Try to remember the summers of your youth, what the air felt like, how the sun toasted your skin, how afternoon baseball games lasted for such a short time as the heat drove you indoors. Try to remember what it smelled like. Folk I know from the Midwestern U.S., they have aromas to remember, strawberry field, corn fields, wheat fields. Those of us from the Sonoran desert can't compete. Oh, there are succulents with flowers that if you get close enough, you can't catch a whiff of sweetness but getting too lose to Sonoran succulents is not something to be recommended. The thorns hurt.
Still, remembering summer is a perennial exercise, particularly when your home is now SheepOne, the station in L5 orbit to earth. Always following the earth around the sun, a wag in a position of influence decided the ancient nursery rhyme applied. So, one of Mary's little lambs became SheepOne.
A space station has an interior atmosphere regulated by complex machinery. On SheepOne the machinery was programmed to provide a semblance of earth's atmosphere, chilling off when earth was in winter, warming when earth found her way to summer. One of the better continuous debates was why SheepOne wasn't programmed to be two months behind earth for its change of seasons. We were, afterall, two months behind her in her orbit. We were following earth, not orbiting it.
Shipping costs from earth to SheepOne made the transfer of fresh food an economic dead end. Therefore, SheepOne has its own agriculture. In former days, folk referred to this as hydroponics but we are not in the former days. SheepOne is home to 5000 people requiring an agricultural footprint of 4000 acres for sustainability. That's seven square miles of the inner ring devoted to growing food. There's another seven square miles devoted to livestock. Fortunately, the livestock area is partitioned off from the rest of the station. Well, so is the ag area. So, the pungent aromas associated with either or both never make it into the living areas of the station.
Problem solved, eh? Not so fast. Have you been around human type persons for any extended periods of time? Take 5000 individual persons, each with their own thoughts on personal hygiene. After a few years, the complex machinery with its complex filters reaches its performance limits, mechanically throws up its hand in despair, and simply does the best it can from there on out.
We're at the there on out phase.
We're not happy about that.
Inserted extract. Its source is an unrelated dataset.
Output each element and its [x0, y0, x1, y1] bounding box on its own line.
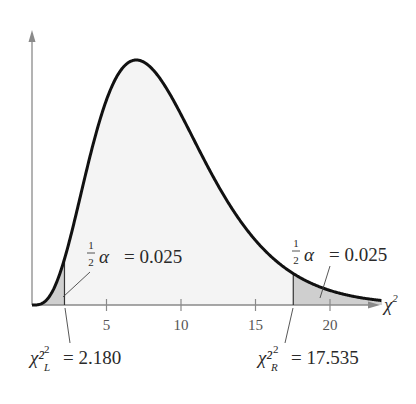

Most nights in the pub, the conversation runs to the stench in the air. The place is beginning to smell lived in. What does lived in smell like? Go back to the days of your youth. Remember your secondary education and the mandatory physical education classes. Remember the locker rooms, either girls or boys, it doesn't matter. They both had a reek unmistakeable and unforgettable. SheepOne is beginning to resemble those locker rooms.
Management's position was and is predictable. New filter systems can be ordered, shipped, and could arrive within six months. At a cost. A very high cost. At a too high cost? Management is working that problem.